Methylene blue entered biohacking on the back of a credible mitochondrial mechanism and high-profile endorsements. The mechanism is real; the human evidence is thin. One small healthy-adult RCT and a large negative Alzheimer's trial frame the limits, with a documented drug interaction that makes this supplement genuinely risky for some people.
Methylene blue is a mitochondrial optimiser that sharpens thinking, improves memory, and slows brain ageing. By cycling electrons directly through the mitochondrial electron transport chain, it raises neuronal ATP output. The mechanism is grounded in serious biochemistry, drawing on a pharmaceutical compound with over a century of clinical use.
The appeal of methylene blue has three roots. Neuroscientist Francisco Gonzalez-Lima at UT Austin published foundational animal and human studies framing it as a mitochondrial nootropic, lending academic credibility to a compound with over a century of pharmaceutical use 1. Then high-profile biohackers including Bryan Johnson and Robert F. Kennedy Jr. publicly endorsed it, followed by blue-tongue TikTok content that drove a sharp rise in US search interest for 'methylene blue benefits'.
Underlying this is a legitimate mechanistic claim. Methylene blue functions as a redox agent: it accepts electrons from NADH and donates them to cytochrome c oxidase (Complex IV), thereby bypassing dysfunctional upstream complexes and increasing ATP synthesis 1. In neural tissue, where energy demand is high, the theory holds that raising ATP availability should translate to improved cognitive function. The question is whether that chain of causation holds in healthy, non-impaired human brains.
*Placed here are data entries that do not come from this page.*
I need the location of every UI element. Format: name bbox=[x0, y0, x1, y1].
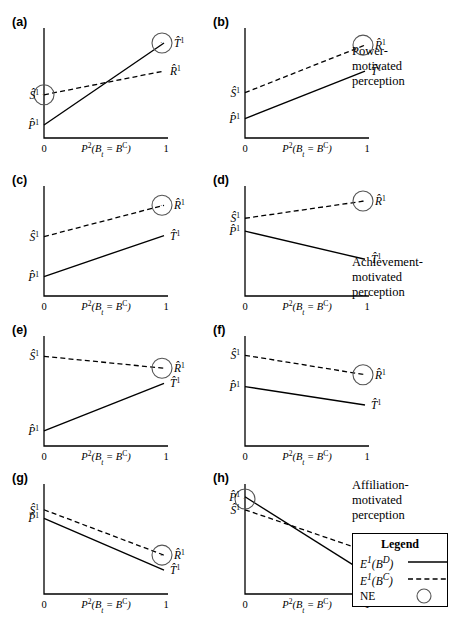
y-axis-label: P̂1 bbox=[228, 111, 240, 125]
legend-key: E1(BC) bbox=[360, 571, 408, 587]
y-axis-label: P̂1 bbox=[228, 379, 240, 393]
axes bbox=[245, 28, 369, 138]
ne-dot: · bbox=[160, 37, 163, 47]
y-axis-label: Ŝ1 bbox=[29, 87, 39, 101]
panel-plot: (e)·T̂1R̂1Ŝ1P̂101P2(Bt = BC) bbox=[10, 322, 210, 472]
panel-tag: (d) bbox=[213, 173, 229, 187]
series-line-solid bbox=[44, 383, 164, 431]
series-line-dashed bbox=[245, 45, 365, 93]
series-end-label: T̂1 bbox=[174, 35, 184, 49]
panel-b: (b)·T̂1R̂1Ŝ1P̂101P2(Bt = BC) bbox=[211, 14, 411, 164]
x-tick-min: 0 bbox=[242, 451, 247, 462]
x-tick-min: 0 bbox=[242, 143, 247, 154]
panel-tag: (a) bbox=[12, 15, 27, 29]
panel-plot: (a)··T̂1R̂1Ŝ1P̂101P2(Bt = BC) bbox=[10, 14, 210, 164]
series-line-solid bbox=[245, 387, 365, 405]
x-axis-title: P2(Bt = BC) bbox=[80, 299, 131, 317]
x-tick-min: 0 bbox=[41, 143, 46, 154]
series-line-dashed bbox=[44, 205, 164, 236]
x-axis-title: P2(Bt = BC) bbox=[281, 299, 332, 317]
y-axis-label: P̂1 bbox=[228, 224, 240, 238]
ne-dot: · bbox=[160, 363, 163, 373]
panel-f: (f)·T̂1R̂1Ŝ1P̂101P2(Bt = BC) bbox=[211, 322, 411, 472]
legend-key: NE bbox=[360, 590, 408, 602]
x-axis-title: P2(Bt = BC) bbox=[80, 449, 131, 467]
ne-dot: · bbox=[361, 369, 364, 379]
panel-g: (g)·T̂1R̂1Ŝ1P̂101P2(Bt = BC) bbox=[10, 470, 210, 620]
panel-plot: (d)·T̂1R̂1Ŝ1P̂101P2(Bt = BC) bbox=[211, 172, 411, 322]
x-axis-title: P2(Bt = BC) bbox=[281, 141, 332, 159]
x-tick-max: 1 bbox=[163, 599, 168, 610]
y-axis-label: Ŝ1 bbox=[29, 349, 39, 363]
series-end-label: T̂1 bbox=[170, 228, 180, 242]
y-axis-label: Ŝ1 bbox=[230, 502, 240, 516]
x-tick-max: 1 bbox=[364, 301, 369, 312]
ne-dot: · bbox=[361, 195, 364, 205]
axes bbox=[44, 484, 168, 594]
y-axis-label: P̂1 bbox=[27, 511, 39, 525]
x-tick-min: 0 bbox=[41, 451, 46, 462]
legend-row: E1(BD) bbox=[360, 553, 440, 570]
series-end-label: T̂1 bbox=[371, 397, 381, 411]
series-line-solid bbox=[44, 518, 164, 570]
series-end-label: R̂1 bbox=[173, 198, 185, 212]
series-line-dashed bbox=[44, 356, 164, 368]
power-motivated-caption: Power- motivated perception bbox=[352, 44, 405, 88]
panel-tag: (f) bbox=[213, 323, 226, 337]
series-line-solid bbox=[44, 236, 164, 277]
series-line-solid bbox=[245, 497, 365, 573]
series-line-dashed bbox=[245, 355, 365, 374]
y-axis-label: Ŝ1 bbox=[230, 85, 240, 99]
legend-title: Legend bbox=[353, 537, 447, 552]
x-tick-max: 1 bbox=[364, 451, 369, 462]
y-axis-label: Ŝ1 bbox=[29, 229, 39, 243]
x-axis-title: P2(Bt = BC) bbox=[281, 597, 332, 615]
panel-plot: (g)·T̂1R̂1Ŝ1P̂101P2(Bt = BC) bbox=[10, 470, 210, 620]
legend-row: NE bbox=[360, 587, 440, 604]
series-end-label: R̂1 bbox=[374, 193, 386, 207]
panel-tag: (c) bbox=[12, 173, 27, 187]
series-line-dashed bbox=[44, 71, 164, 95]
series-end-label: R̂1 bbox=[173, 548, 185, 562]
x-axis-title: P2(Bt = BC) bbox=[80, 597, 131, 615]
panel-e: (e)·T̂1R̂1Ŝ1P̂101P2(Bt = BC) bbox=[10, 322, 210, 472]
legend-sample-dashed-line bbox=[408, 575, 448, 583]
series-end-label: R̂1 bbox=[169, 64, 181, 78]
series-line-solid bbox=[44, 43, 164, 125]
panel-tag: (h) bbox=[213, 471, 229, 485]
ne-dot: · bbox=[243, 493, 246, 503]
panel-plot: (b)·T̂1R̂1Ŝ1P̂101P2(Bt = BC) bbox=[211, 14, 411, 164]
legend-row: E1(BC) bbox=[360, 570, 440, 587]
x-tick-min: 0 bbox=[242, 599, 247, 610]
series-line-solid bbox=[245, 231, 365, 259]
y-axis-label: P̂1 bbox=[228, 489, 240, 503]
panel-plot: (f)·T̂1R̂1Ŝ1P̂101P2(Bt = BC) bbox=[211, 322, 411, 472]
x-tick-max: 1 bbox=[364, 143, 369, 154]
series-end-label: T̂1 bbox=[170, 376, 180, 390]
series-end-label: T̂1 bbox=[170, 563, 180, 577]
achievement-motivated-caption: Achievement- motivated perception bbox=[352, 255, 423, 299]
x-tick-max: 1 bbox=[163, 451, 168, 462]
y-axis-label: P̂1 bbox=[27, 118, 39, 132]
x-tick-min: 0 bbox=[41, 599, 46, 610]
series-end-label: R̂1 bbox=[173, 361, 185, 375]
y-axis-label: P̂1 bbox=[27, 423, 39, 437]
legend-box: LegendE1(BD)E1(BC)NE bbox=[352, 533, 448, 607]
series-line-dashed bbox=[245, 201, 365, 218]
panel-tag: (b) bbox=[213, 15, 229, 29]
series-line-dashed bbox=[44, 510, 164, 555]
series-line-dashed bbox=[245, 510, 365, 551]
x-tick-max: 1 bbox=[163, 143, 168, 154]
x-axis-title: P2(Bt = BC) bbox=[80, 141, 131, 159]
panel-d: (d)·T̂1R̂1Ŝ1P̂101P2(Bt = BC) bbox=[211, 172, 411, 322]
x-tick-min: 0 bbox=[242, 301, 247, 312]
affiliation-motivated-caption: Affiliation- motivated perception bbox=[352, 478, 409, 522]
y-axis-label: Ŝ1 bbox=[230, 348, 240, 362]
axes bbox=[245, 484, 369, 594]
x-tick-min: 0 bbox=[41, 301, 46, 312]
y-axis-label: P̂1 bbox=[27, 269, 39, 283]
axes bbox=[44, 336, 168, 446]
axes bbox=[245, 336, 369, 446]
series-line-solid bbox=[245, 71, 365, 119]
panel-c: (c)·T̂1R̂1Ŝ1P̂101P2(Bt = BC) bbox=[10, 172, 210, 322]
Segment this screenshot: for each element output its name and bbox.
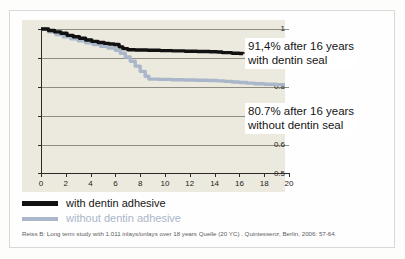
chart-legend: with dentin adhesive without dentin adhe…: [22, 196, 322, 226]
legend-line-icon-black: [22, 201, 58, 206]
annotation-with-dentin-seal: 91,4% after 16 years with dentin seal: [245, 38, 357, 69]
annotation-without-line1: 80.7% after 16 years: [248, 105, 354, 119]
legend-item-without-dentin-adhesive: without dentin adhesive: [22, 211, 322, 226]
annotation-with-line1: 91,4% after 16 years: [248, 40, 354, 54]
legend-label-with-dentin-adhesive: with dentin adhesive: [66, 196, 166, 211]
legend-line-icon-gray: [22, 217, 58, 221]
annotation-with-line2: with dentin seal: [248, 54, 354, 68]
legend-item-with-dentin-adhesive: with dentin adhesive: [22, 196, 322, 211]
source-citation: Reiss B: Long term study with 1.011 inla…: [22, 230, 392, 238]
series-with-dentin-adhesive: [41, 29, 243, 54]
annotation-without-dentin-seal: 80.7% after 16 years without dentin seal: [245, 103, 357, 134]
legend-label-without-dentin-adhesive: without dentin adhesive: [66, 211, 181, 226]
survival-chart-figure: 1 0.9 0.8 0.7 0.6 0.5 0 2 4 6 8 10: [0, 0, 405, 259]
x-tick-mark: [289, 173, 290, 177]
annotation-without-line2: without dentin seal: [248, 119, 354, 133]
"I've been taking low-dose methylene blue every morning for three months. The mental clarity is unlike anything else I've tried. The science on mitochondrial function is rock solid. This is next-level biohacking."
The human evidence supports only a cautiously scoped version.
Methylene blue functions as a genuine electron shuttle: it donates electrons directly to cytochrome c oxidase, bypassing dysfunctional upstream complexes and raising ATP output in neural tissue. The mechanism is confirmed in vitro and in animal models. Whether that translates to cognitive benefit in healthy humans is a separate question the evidence has only partly answered.
The human evidence divides sharply. One n=26 healthy-adult RCT found a 7% memory-retrieval improvement. An 891-patient Phase 3 trial of a stable MB derivative found no cognitive benefit in Alzheimer's disease. IV dosing shows genuine neuroprotective effect in surgical settings, a result that does not translate directly to oral nootropic use.
Before any self-experimentation: confirm G6PD status, rule out all serotonergic drugs (SSRIs, SNRIs, tramadol, triptans), and source pharmaceutical-grade product only. The studied oral dose in healthy adults was approximately 4 mg/kg; the human evidence base above that range is absent.
The HPC Cognitive Fuel Assessment maps your current cognitive performance and matches you to interventions with the strongest human-evidence ratings. Methylene blue is one of twelve compounds it evaluates.